Pop-culture and its relevance

Devon Jefferson

March 25, 1983, Motown hosted its 25th anniversary television special celebrating the record label’s success with a night filled with musical entertainment and live performances. It was here that the king of pop music, Michael Jackson, performed and introduced the first moonwalk. Fast forward 21 years later and it is Super Bowl XXXIII at halftime and two star studded recording artists, Janet Jackson and Justin Timberlake, are to take the stage and perform their new hit single “Tearin’ up my Heart.” Barely a minute or so into the performance a wardrobe malfunction exposes Jackson’s bare cleavage to the entire nation. And who can forget the all too infamous rant of Kanye West during the acceptance speech of Taylor Swift at the 2007 MTV VMAs claiming: “Beyonce had one of the best videos of all time”. In short the thing that all of these events have in common is the fact that they are all remarkable historical events inside of the pop culture spectrum.

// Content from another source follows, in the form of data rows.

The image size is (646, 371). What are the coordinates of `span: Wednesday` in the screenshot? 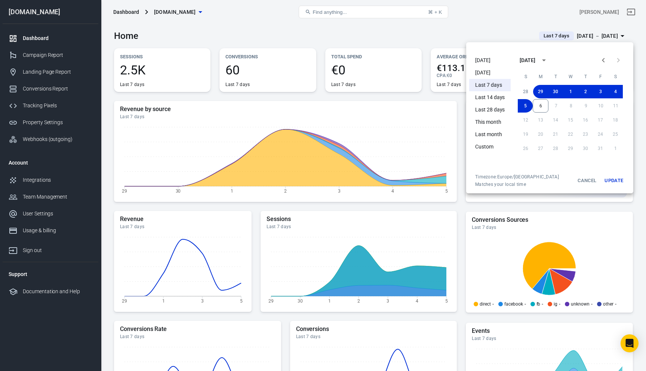 It's located at (571, 77).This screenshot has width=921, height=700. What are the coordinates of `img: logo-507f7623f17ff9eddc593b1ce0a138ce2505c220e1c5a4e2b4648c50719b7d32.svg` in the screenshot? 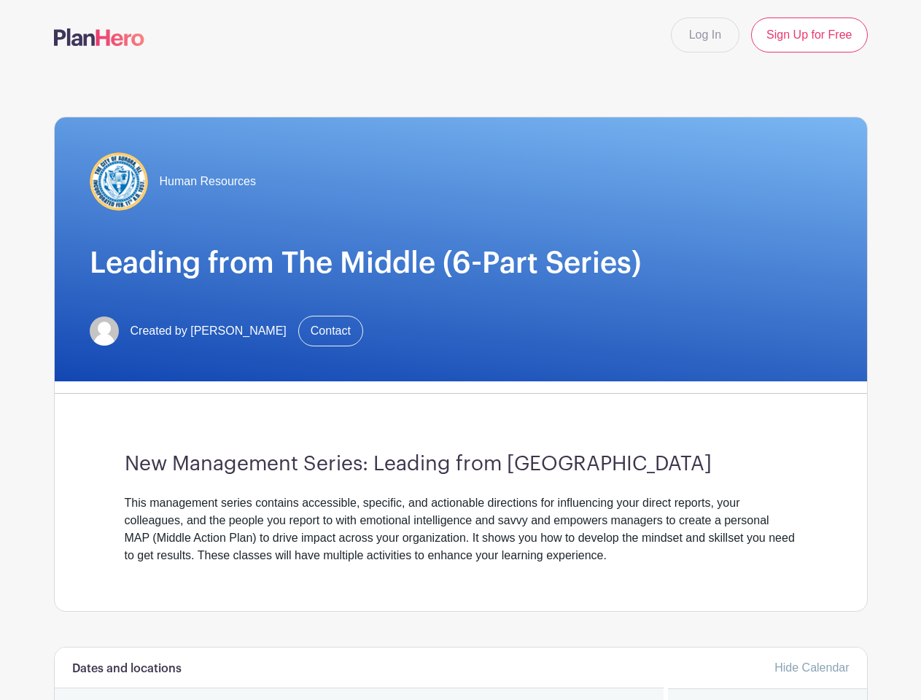 It's located at (99, 37).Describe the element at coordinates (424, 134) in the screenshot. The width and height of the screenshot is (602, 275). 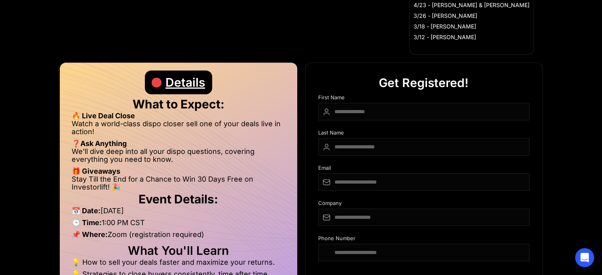
I see `div: Last Name` at that location.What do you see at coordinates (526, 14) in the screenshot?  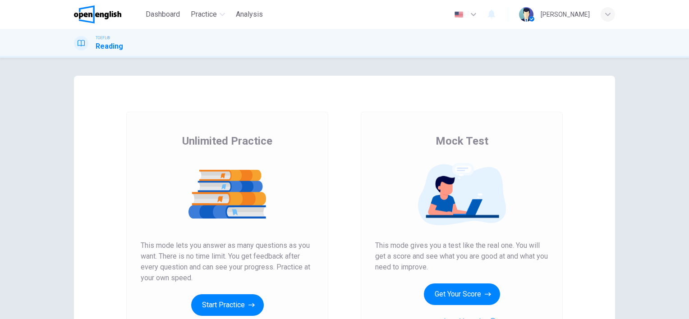 I see `img: Profile picture` at bounding box center [526, 14].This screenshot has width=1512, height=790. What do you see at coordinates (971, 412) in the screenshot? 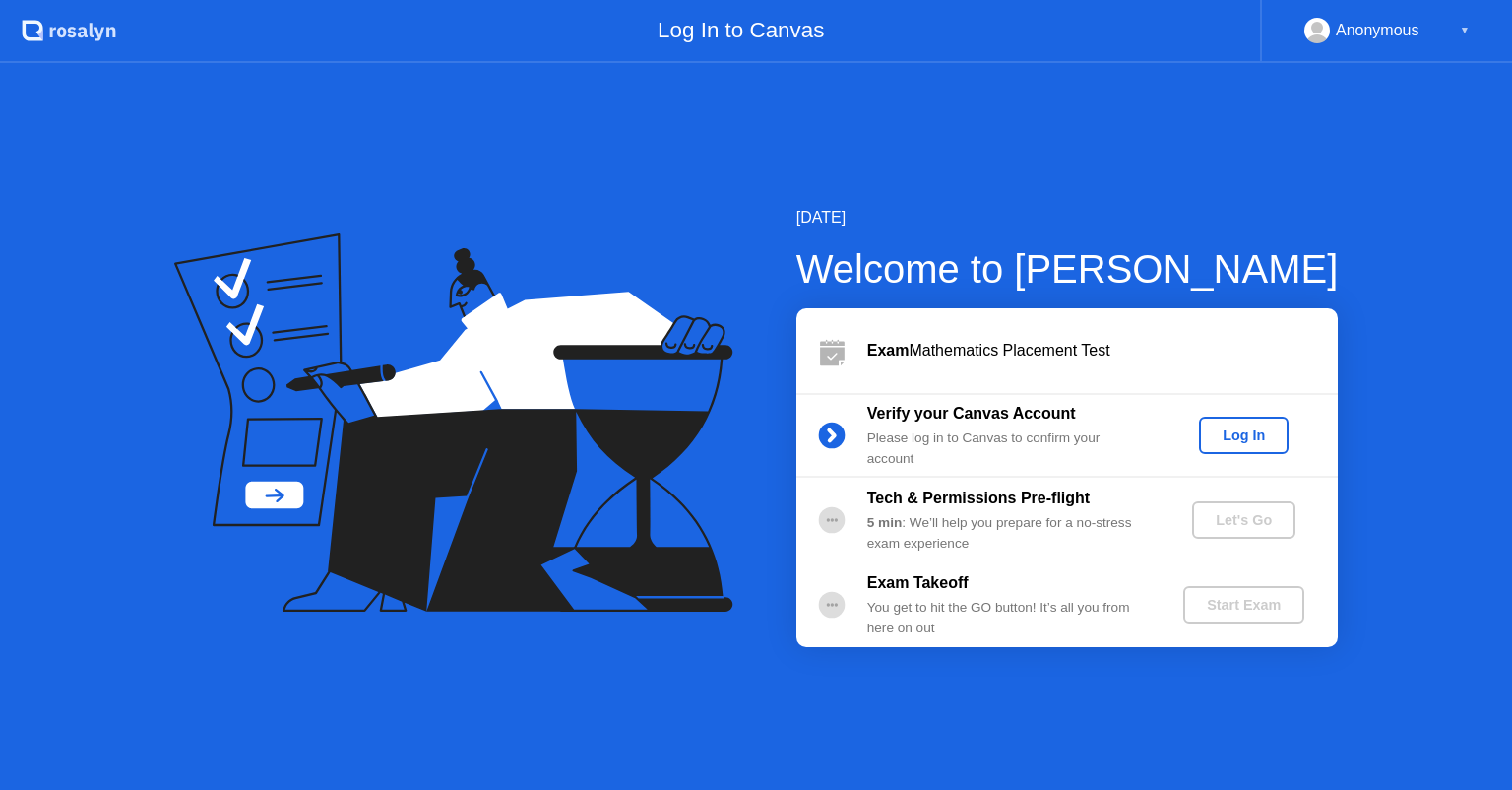
I see `b: Verify your Canvas Account` at bounding box center [971, 412].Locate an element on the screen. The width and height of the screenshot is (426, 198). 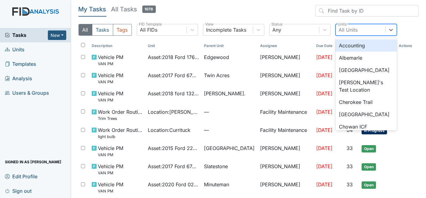
button: New is located at coordinates (57, 35).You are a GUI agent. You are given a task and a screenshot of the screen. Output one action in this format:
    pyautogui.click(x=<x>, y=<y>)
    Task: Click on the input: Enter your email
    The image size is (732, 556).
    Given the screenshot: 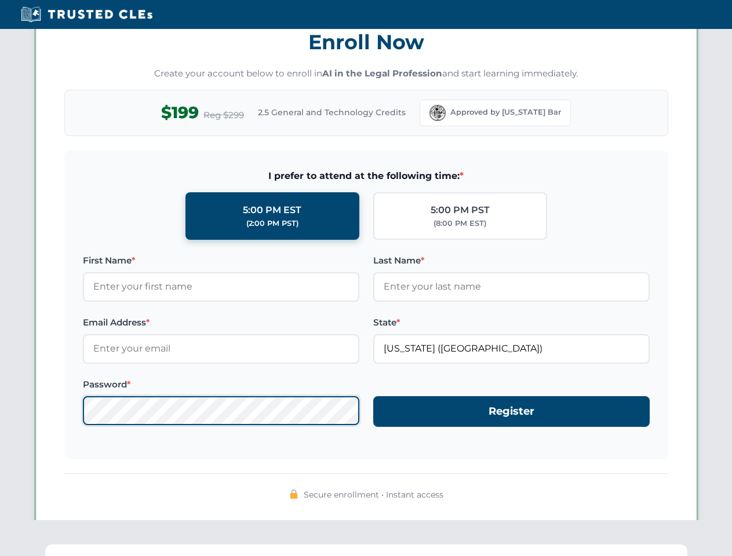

Pop culture is a cumulative social structure of almost all things media driven and/or inappropriate. It is the label behind celebs peculiar behavior, the explanation of the child-actor-star-turned Miley Cyrus. However, it’s also something that greatly affects us. The average American child devotes 45 hours per week to media consumption according to Karen E. Dill, Ph.D. of psychology at UCSB. That is more time than a child will spend in school in a week. It is pretty safe to say that to some degree the metaphor being made is that media culture is like today’s school teacher. In the sense that our youth are being taught by these cultural media and learning certain social values from said media that may or may not be helpful to their childhood.

In another instance, from the same statement, Dill explains that Americans spend two-thirds of their waking lives consuming mass media. A perfect example of how media dominated our lives really are comes from the recent twerk-filled performance Miley Cyrus put on at this years MTV VMA awards. Not to mention it being the most tweeted about event in the world, but also the fact that it made it to all of the biggest news media like MSNBC’s, “Morning Joe” and on  NBC’s Today Show. Guest co-anchor Brooke Shields, who played Cyrus’s mom in Disney series, “Hannah Montana,” called the performance desperate.

It is very apparent that the resonance of pop culture and the events that occur within in it are viable, newsworthy factors that generally affect all audiences subjected to said cultural events.

Pop culture is here and definitely more active than ever due to social media. However the bigger picture pertains to what we do with this knowledge and or how we deal with these events. Surely that is a personal vendetta one will have to deal with internally, however, this pop culture beat is here to examine, re-examine and discuss all that resides in the large gray area of pop culture.